A user can define how many tasks they’d like to run on a single replica. For example, if a user specifies a limit of 5 tasks per replica and if you have 5 requests, we only need 1 replica.

This is fairly simple to implement. We’re simply dividing the queue depth by the tasks per replica number, and getting the output which is an integer, and taking the minimum value of this number and the max replicas a user wants to run.

We let users control this based on what they know about their application:

Autoscaling based on request latency

This is similar to scaling by queue depth, but more tailored to an individual use case.

Instead of saying we want a max number of these tasks, we say what’s the max amount of time you want a request to take.

We give people the ability of setting latency of 30s and max replicas to run:

Conclusion

All workloads are different, and there’s no one-size fits all strategy for autoscaling.

While we initially tried Kubernetes-based autoscaling for our system, we realized that CPU and memory-based autoscaling strategies didn’t take into account the actual behavior of an application.

So far, request latency autoscaling has worked fairly well across different use cases.

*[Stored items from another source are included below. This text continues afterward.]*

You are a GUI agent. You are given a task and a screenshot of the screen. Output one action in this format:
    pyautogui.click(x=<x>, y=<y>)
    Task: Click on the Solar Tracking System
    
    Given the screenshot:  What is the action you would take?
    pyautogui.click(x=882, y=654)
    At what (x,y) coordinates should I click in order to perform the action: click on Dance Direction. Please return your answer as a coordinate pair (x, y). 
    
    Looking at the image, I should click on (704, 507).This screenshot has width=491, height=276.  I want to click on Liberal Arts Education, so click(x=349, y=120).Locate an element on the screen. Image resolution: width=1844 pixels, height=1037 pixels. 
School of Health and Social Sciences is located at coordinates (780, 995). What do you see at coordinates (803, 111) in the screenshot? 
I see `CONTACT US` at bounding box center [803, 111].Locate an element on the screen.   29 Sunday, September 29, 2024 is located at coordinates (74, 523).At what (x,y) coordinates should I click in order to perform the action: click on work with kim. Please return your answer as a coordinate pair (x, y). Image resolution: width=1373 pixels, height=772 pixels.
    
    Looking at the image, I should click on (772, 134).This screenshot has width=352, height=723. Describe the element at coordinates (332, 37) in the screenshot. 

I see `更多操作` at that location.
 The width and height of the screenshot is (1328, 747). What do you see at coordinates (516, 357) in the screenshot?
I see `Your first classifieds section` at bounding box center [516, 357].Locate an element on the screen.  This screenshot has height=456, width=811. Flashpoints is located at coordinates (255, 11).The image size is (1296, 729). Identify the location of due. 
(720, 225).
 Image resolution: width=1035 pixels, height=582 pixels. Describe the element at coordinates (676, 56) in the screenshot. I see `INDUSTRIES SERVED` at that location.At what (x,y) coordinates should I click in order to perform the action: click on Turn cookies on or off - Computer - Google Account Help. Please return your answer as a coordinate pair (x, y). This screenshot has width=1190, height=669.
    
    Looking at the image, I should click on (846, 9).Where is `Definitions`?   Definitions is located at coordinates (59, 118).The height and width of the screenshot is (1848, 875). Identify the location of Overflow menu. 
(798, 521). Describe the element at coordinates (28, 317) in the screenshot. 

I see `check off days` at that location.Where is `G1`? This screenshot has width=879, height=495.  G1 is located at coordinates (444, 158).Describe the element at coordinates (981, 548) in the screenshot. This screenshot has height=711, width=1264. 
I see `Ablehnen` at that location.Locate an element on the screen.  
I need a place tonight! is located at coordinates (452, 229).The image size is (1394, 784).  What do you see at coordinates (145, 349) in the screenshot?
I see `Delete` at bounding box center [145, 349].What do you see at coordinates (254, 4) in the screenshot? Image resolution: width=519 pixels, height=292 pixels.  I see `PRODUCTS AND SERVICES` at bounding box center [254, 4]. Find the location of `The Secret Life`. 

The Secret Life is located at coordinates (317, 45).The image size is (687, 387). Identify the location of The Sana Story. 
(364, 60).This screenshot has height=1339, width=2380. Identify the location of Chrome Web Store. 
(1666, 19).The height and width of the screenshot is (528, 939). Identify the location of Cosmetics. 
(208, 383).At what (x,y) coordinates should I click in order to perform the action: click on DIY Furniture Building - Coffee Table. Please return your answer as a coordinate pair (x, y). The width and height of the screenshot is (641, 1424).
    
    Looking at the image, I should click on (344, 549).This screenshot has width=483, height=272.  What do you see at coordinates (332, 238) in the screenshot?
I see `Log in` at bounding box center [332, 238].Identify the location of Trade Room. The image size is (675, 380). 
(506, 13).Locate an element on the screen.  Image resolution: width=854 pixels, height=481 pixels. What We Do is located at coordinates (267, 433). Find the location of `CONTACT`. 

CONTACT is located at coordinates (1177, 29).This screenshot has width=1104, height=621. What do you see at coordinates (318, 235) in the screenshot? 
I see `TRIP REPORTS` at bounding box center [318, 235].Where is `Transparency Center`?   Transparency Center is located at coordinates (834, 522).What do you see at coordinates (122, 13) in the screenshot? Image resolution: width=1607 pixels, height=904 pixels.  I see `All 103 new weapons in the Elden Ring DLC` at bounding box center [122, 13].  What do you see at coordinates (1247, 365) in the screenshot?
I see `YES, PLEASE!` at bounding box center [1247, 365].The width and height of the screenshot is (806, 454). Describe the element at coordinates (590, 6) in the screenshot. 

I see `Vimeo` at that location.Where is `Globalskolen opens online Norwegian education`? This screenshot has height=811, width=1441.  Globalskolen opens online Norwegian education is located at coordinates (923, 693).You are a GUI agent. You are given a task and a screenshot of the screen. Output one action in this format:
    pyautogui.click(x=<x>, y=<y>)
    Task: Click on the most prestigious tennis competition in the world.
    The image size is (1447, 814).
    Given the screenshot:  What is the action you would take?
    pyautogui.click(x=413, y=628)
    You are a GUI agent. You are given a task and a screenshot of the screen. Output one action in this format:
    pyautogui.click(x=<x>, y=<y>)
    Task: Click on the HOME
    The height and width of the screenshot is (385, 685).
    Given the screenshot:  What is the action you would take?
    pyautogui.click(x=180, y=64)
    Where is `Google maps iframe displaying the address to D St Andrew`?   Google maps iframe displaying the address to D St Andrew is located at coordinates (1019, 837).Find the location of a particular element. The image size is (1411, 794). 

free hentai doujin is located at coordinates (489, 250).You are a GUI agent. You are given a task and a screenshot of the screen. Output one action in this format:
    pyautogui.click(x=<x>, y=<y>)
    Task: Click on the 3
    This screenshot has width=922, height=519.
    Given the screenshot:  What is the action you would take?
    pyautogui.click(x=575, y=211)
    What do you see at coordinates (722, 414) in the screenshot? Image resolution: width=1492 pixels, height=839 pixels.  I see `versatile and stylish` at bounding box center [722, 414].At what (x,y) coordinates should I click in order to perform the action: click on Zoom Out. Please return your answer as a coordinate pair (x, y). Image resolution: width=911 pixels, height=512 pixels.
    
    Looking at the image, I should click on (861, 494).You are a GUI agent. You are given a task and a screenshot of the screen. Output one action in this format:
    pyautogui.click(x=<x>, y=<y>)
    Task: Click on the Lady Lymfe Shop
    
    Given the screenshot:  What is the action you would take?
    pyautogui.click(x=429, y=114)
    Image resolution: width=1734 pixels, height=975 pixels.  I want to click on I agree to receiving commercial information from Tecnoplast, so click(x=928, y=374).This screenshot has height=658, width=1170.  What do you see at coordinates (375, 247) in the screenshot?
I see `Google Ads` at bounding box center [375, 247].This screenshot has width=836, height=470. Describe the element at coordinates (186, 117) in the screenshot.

At the end of the day, our users aren’t paying attention to how much CPU or memory their application is using. Instead, they’re thinking about whether requests are getting dropped, and also how long their end-users are waiting for a response from our APIs.

Request latency autoscaling makes it easy to tie autoscaling behavior very closely to the end-user experience.

This being said, we’ve only scratched the surface of possible autoscaling strategies. We plan to expose more in the future.

If anyone has ideas we’d love to hear about them. You can email us at founders [at] beam [dot] cloud.

Appendix

[1] Technically it is possible, but typically not with managed services like EKS or GKE. It may be possible with GKE, as of k8s 1.22.

There is also an experimental feature gate called HPAScaleToZero that's been available since k8s 1.16. When you enable that, you also have to use external metrics not related to the pod of the deployment to scale the deployment. More info here.